As a poet, Indian born and having grown up in Vancouver in the 1970s and 80s, my Indianness was either exoticised, or – more often than not – misappropriated as inferior to Europeanness or Britishness. Classmates with Scottish names were proud of their heritage: many of them had streets, rivers and islands named after them (Fraser, Thompson, Mackenzie, Bowen). It is difficult not to see a connection here: Colin Mackenzie was part of the Imperial project, to exploit and to dominate, to stamp his name upon things and claim them, if not for himself, then for the Empire. In a painting featured in the collection, he stands centre-stage, his darker-skinned assistants hovering around him, and he is illuminated, like a Christ figure. In one of the many churches that populate Lewis, I noticed a striking resemblance between the depiction of Christ and that of Mackenzie.
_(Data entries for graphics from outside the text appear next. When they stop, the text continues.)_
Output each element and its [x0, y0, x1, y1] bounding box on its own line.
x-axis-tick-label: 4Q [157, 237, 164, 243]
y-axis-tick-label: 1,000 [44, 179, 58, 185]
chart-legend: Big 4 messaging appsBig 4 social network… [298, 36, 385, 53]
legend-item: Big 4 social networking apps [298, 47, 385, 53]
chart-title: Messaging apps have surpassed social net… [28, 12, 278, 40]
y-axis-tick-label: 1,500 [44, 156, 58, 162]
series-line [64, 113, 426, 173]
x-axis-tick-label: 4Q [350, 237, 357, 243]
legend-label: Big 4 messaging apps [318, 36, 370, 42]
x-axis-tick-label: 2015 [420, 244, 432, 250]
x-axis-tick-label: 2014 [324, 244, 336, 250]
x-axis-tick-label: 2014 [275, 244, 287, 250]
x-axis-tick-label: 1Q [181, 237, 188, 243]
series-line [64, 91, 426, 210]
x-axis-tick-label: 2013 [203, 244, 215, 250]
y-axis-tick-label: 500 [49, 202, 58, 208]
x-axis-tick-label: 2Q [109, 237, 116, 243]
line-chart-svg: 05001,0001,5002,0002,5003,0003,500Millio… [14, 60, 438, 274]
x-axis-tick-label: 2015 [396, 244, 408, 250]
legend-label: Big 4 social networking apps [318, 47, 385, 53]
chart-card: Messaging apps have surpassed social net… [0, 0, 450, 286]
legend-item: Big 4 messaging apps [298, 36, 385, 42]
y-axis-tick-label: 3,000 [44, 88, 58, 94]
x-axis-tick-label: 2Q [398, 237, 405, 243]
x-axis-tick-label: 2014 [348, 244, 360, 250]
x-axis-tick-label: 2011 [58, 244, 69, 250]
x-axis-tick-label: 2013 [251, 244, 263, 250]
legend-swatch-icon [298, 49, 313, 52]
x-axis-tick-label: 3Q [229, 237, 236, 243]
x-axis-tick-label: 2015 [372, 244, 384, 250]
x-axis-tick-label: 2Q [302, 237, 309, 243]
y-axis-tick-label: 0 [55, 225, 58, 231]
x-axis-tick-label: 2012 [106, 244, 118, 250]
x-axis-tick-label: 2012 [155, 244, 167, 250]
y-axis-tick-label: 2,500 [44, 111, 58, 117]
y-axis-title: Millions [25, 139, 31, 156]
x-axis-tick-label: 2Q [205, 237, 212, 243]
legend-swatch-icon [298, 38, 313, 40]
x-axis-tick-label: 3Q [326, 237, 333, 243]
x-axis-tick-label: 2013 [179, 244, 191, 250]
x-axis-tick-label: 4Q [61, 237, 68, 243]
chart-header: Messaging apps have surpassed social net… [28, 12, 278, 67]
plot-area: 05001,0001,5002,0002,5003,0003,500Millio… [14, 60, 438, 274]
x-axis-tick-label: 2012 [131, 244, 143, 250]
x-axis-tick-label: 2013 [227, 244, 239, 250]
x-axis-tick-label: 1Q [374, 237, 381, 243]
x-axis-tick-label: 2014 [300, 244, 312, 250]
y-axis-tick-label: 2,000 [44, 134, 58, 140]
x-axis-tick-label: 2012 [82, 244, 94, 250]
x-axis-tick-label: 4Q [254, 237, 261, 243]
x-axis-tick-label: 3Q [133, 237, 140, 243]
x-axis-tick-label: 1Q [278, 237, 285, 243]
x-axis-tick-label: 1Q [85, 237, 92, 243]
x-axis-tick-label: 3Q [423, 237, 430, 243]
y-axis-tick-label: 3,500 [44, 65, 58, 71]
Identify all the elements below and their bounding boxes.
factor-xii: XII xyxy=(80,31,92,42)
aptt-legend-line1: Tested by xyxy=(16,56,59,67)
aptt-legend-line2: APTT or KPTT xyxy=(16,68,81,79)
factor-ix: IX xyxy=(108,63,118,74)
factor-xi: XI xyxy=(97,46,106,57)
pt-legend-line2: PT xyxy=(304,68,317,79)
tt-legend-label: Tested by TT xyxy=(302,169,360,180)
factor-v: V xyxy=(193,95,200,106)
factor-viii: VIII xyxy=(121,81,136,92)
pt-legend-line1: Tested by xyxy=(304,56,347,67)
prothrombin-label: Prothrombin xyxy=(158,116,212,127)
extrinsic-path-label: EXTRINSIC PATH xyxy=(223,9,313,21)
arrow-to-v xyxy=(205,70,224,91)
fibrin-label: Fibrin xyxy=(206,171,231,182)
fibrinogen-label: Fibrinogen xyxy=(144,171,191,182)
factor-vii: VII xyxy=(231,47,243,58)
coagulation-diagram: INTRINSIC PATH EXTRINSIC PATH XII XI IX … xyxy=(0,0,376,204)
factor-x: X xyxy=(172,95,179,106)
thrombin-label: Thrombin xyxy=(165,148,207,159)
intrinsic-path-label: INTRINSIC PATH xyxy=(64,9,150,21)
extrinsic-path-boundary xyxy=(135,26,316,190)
But what of my journey? What does this all mean to me, as a poet with a mixed background? I like to think that the collection offers hope. If we can learn from the mistakes of Empire, we can truly build bridges between nations. If we can recognise our diversity without tokenism or being patronising or clinging to a false notion of ‘whiteness’, we have hope. These labels are invented: white, brown, black. They do more than denote skin colour; they ooze with centuries of domination, oppression and a sense of superiority or inferiority. They mark out difference in order to exclude, rather than to celebrate and share knowledge through compassion. Foucault’s theory of knowledge, power and the dominant discourse rings painfully true: knowledge is created by those in power, to serve their interests; and becomes widely accepted as the dominant world view. Many argue that we have the advantage of looking back from our particular vantage point, having learned lessons from the past. But who does one mean by ‘we’, and didn’t all Indians dislike being oppressed at the time of the British Raj?

As I continue this journey, I look forward to piecing together more of the puzzle of the Colin Mackenzie collection in India. How do people there feel about works being held in London (in the V&A, the British Museum and the British Library)? Where should their final resting place be, and how are we, the descendants of Empire, to make sense of this displacement?

I wrote a draft poem, which I read at the Book Festival in Edinburgh the following week, giving Parsvanatha a voice. For he is much more than just a statue made of stone. What he represents echoes through the darkened, musty corridors of India’s history, from before the time of British imperialism. It rises up in the statues that line the stone walls of ruined temples, frozen in poses above words that my future self would spend a lifetime trying to decipher.